[<prev] [next>] [<thread-prev] [thread-next>] [day] [month] [year] [list]
Message-ID: <YnkN954Wb7ioPkru@lunn.ch>
Date: Mon, 9 May 2022 14:49:59 +0200
From: Andrew Lunn <andrew@...n.ch>
To: Josua Mayer <josua@...id-run.com>
Cc: netdev@...r.kernel.org, "David S. Miller" <davem@...emloft.net>,
Jakub Kicinski <kuba@...nel.org>,
Rob Herring <robh+dt@...nel.org>,
Russell King <linux@...linux.org.uk>,
Heiner Kallweit <hkallweit1@...il.com>
Subject: Re: [PATCH RFC] net: sfp: support assigning status LEDs to SFP
connectors
On Mon, May 09, 2022 at 03:29:38PM +0300, Josua Mayer wrote:
> Dear Maintainers,
>
> I am working on a new device based on the LX2160A platform, that exposes
> 16 sfp connectors, each with its own led controlled by gpios intended
> to show link status.
Can you define link status? It is a messy concept with SFPs. Is it
!LOS? I guess not, because you would not of used a GPIO, just hard
wired it. Does it mean the SERDES has sync? Does it reflect the netdev
carrier status?
> We have found that there is a way in sysfs to echo the name of the network
> device to the api of the led driver, and it will start showing link status.
> However this has to be done at runtime by the user.
Please take a look at the patches Ansuel Smith submitted last week,
maybe the week before last.
> On the Layerscape platform in particular these devices are created dynamically
> by the networkign coprocessor, which supports complex functions such as
> creating one network interface that spans multiple ports.
The linux model is that each MAC has a netdev, hence a name. If you
need to span multiple ports, you then add a bridge and add the MACs to
the bridge. So there should not be an issue here.
> It seems to me that the netdev trigger therefore can not properly reflect
> the relation between an LED (which is hard-wired to an sfp cage), and the
> link state reported by e.g. a phy inside an sfp module.
The netdev carrier will correctly reflect this.
> You may notice that again leds are tied to existence of a particular logical
> network interface, which may or may not exist, and may span multiple
> physical interfaces in case of layerscape.
As far as i'm aware, the in kernel code always has a netdev for each
MAC. Are you talking about the vendor stack?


* **INSTRUCTIONS TO FOLLOW**:
Each line containing the word "Words" must be copied from the material below.

START ENTRIES SHOWN

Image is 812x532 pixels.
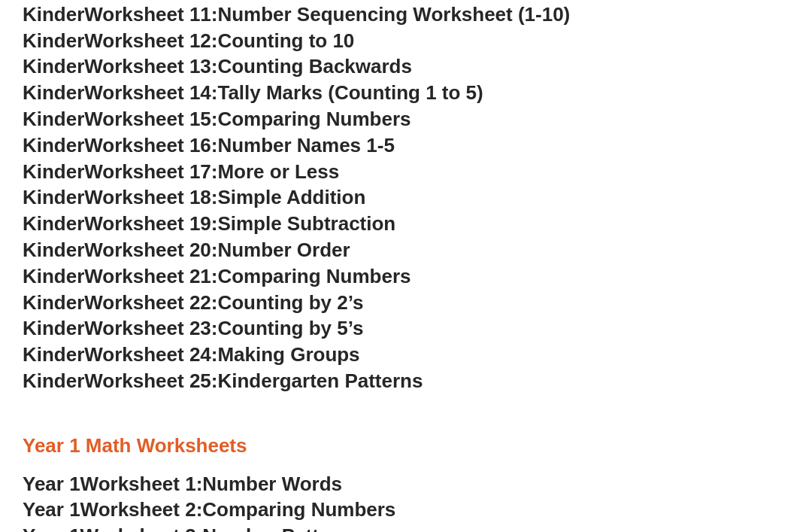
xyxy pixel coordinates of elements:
[23,30,84,53] span: Kinder
[23,498,396,521] a: Year 1Worksheet 2:Comparing Numbers
[23,160,84,184] span: Kinder
[218,317,363,340] span: Counting by 5’s
[23,266,84,288] span: Kinder
[23,370,84,392] span: Kinder
[84,213,218,236] span: Worksheet 19:
[23,82,84,104] span: Kinder
[218,239,350,262] span: Number Order
[218,213,396,236] span: Simple Subtraction
[218,30,354,53] span: Counting to 10
[23,213,84,236] span: Kinder
[23,55,84,78] span: Kinder
[23,473,343,495] a: Year 1Worksheet 1:Number Words
[84,239,218,262] span: Worksheet 20:
[23,292,84,314] span: Kinder
[84,134,218,157] span: Worksheet 16:
[23,134,84,157] span: Kinder
[23,187,84,209] span: Kinder
[555,361,812,532] iframe: Chat Widget
[84,55,218,78] span: Worksheet 13:
[84,266,218,288] span: Worksheet 21:
[81,473,203,495] span: Worksheet 1:
[84,30,218,53] span: Worksheet 12:
[203,473,343,495] span: Number Words
[84,82,218,104] span: Worksheet 14:
[218,55,411,78] span: Counting Backwards
[81,498,203,521] span: Worksheet 2:
[23,108,84,130] span: Kinder
[218,370,422,392] span: Kindergarten Patterns
[218,160,339,184] span: More or Less
[23,4,84,26] span: Kinder
[23,317,84,340] span: Kinder
[218,266,411,288] span: Comparing Numbers
[218,134,394,157] span: Number Names 1-5
[84,108,218,130] span: Worksheet 15:
[218,187,365,209] span: Simple Addition
[218,343,360,366] span: Making Groups
[218,108,411,130] span: Comparing Numbers
[203,498,396,521] span: Comparing Numbers
[218,82,483,104] span: Tally Marks (Counting 1 to 5)
[84,187,218,209] span: Worksheet 18:
[84,4,218,26] span: Worksheet 11:
[84,160,218,184] span: Worksheet 17:
[84,292,218,314] span: Worksheet 22:
[23,239,84,262] span: Kinder
[23,433,789,460] h3: Year 1 Math Worksheets
[218,4,570,26] span: Number Sequencing Worksheet (1-10)
[84,343,218,366] span: Worksheet 24:
[84,317,218,340] span: Worksheet 23:
[23,343,84,366] span: Kinder
[218,292,363,314] span: Counting by 2’s
[84,370,218,392] span: Worksheet 25:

END ENTRIES SHOWN

* **YOUR RESPONSE**:
[23,473,343,495] a: Year 1Worksheet 1:Number Words
[203,473,343,495] span: Number Words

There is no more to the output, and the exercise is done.